President Donald Trump today dismissed thousands of layoffs at General Motors, saying in an interview with Fox News that they don’t “really matter” even as American workers from Michigan to Maryland prepare to lose their jobs.

The company announced last month that it would lay off around 14,000 workers — more than 11,000 of them in the U.S. and about 2,600 in Canada — after the auto giant indicated that the Trump administration’s trade policies had imposed large costs.

The layoffs, which included about 3,000 workers in Canada, will impact workers in Michigan, Ohio and Maryland.

On Fox’s “Outnumbered” this afternoon, anchor Harris Faulkner said to Trump, “GM said, ‘You know what, we’re going to wipe away 15 percent of the workforce right before Christmas,’” noting Trump’s objections to the decision.

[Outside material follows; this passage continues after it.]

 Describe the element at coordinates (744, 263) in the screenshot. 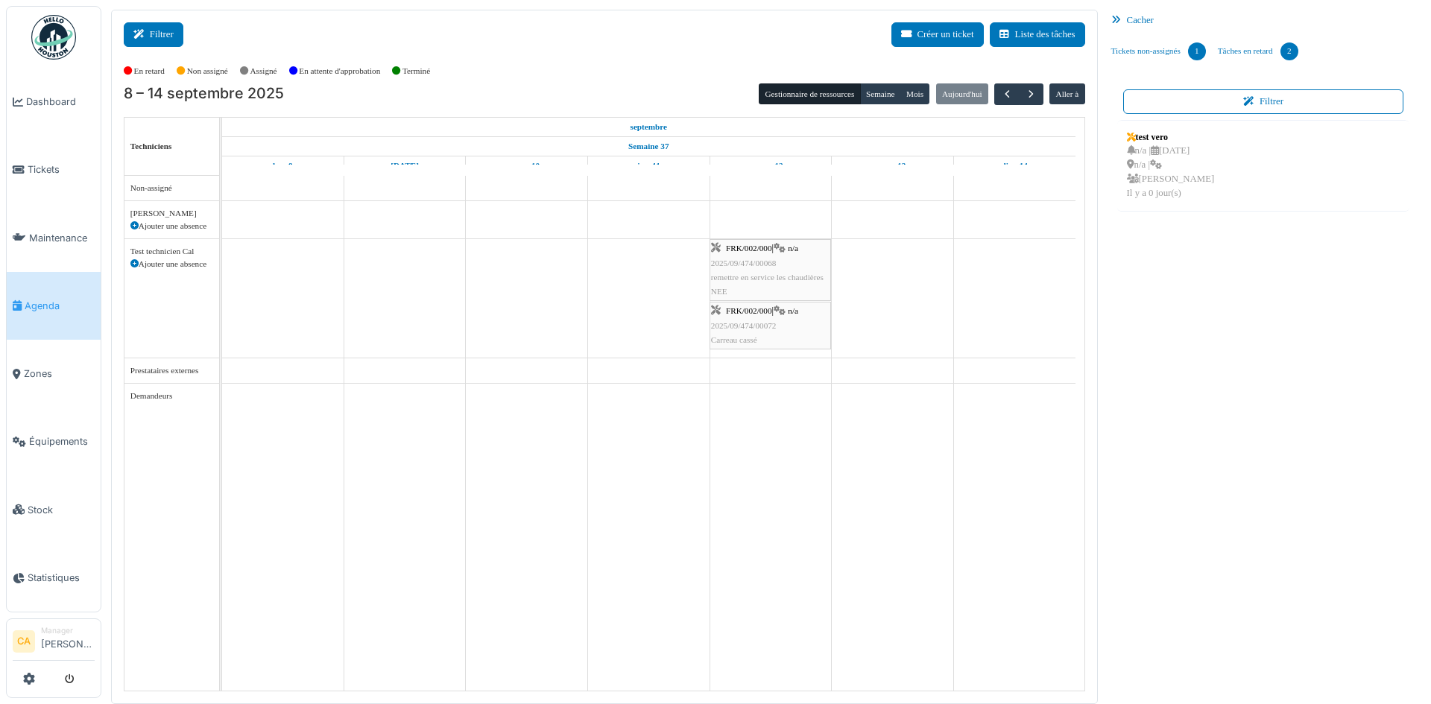

I see `span: 2025/09/474/00068` at that location.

“I don’t like what [GM CEO Mary T. Barra] did,” Trump replied. “It was nasty. It doesn’t really matter. Because Ohio, under my leadership – from a national standpoint, Ohio’s going to replace those jobs in under two minutes.”

However, workers at the GM plants in Michigan, Ohio, and Maryland are expressing grave concerns about what losing their jobs means for their futures.

Trump’s comment comes amid erratic fluctuations in the stock market, also driven in part by Trump’s trade conflicts with several countries, including adversaries such as China as well as allies like Canada and Mexico.

While campaigning for president in 2015 and 2016, Trump frequently promised that he would be able to prevent factory layoffs and outsourcing.

During a July 2017 campaign stop in Trumbull County, Ohio, which houses a soon-to-be-closed GM plant in Lordstown, Trump promised to revive the economy.

“Let me tell you folks in Ohio and in this area, don’t sell your house. Don’t sell your house. Do not sell it,” Trump told the crowd. “We’re going to get those values up. We’re going to get those jobs coming back, and we’re going to fill up those factories, or rip them down and build brand-new ones. It’s going to happen.”

Tommy Wolikow, who lost his job at the Lordstown plant in a round of layoffs two years ago, believed Trump.

“He said to the crowd, he said, ‘Don’t sell your homes,’” Wolikow told PBS after GM’s announcement. “Well, I bought a house two miles away from where I worked. He said, jobs are going to be pouring back in. I lost my job. It just kind of sounded like he was speaking to me.”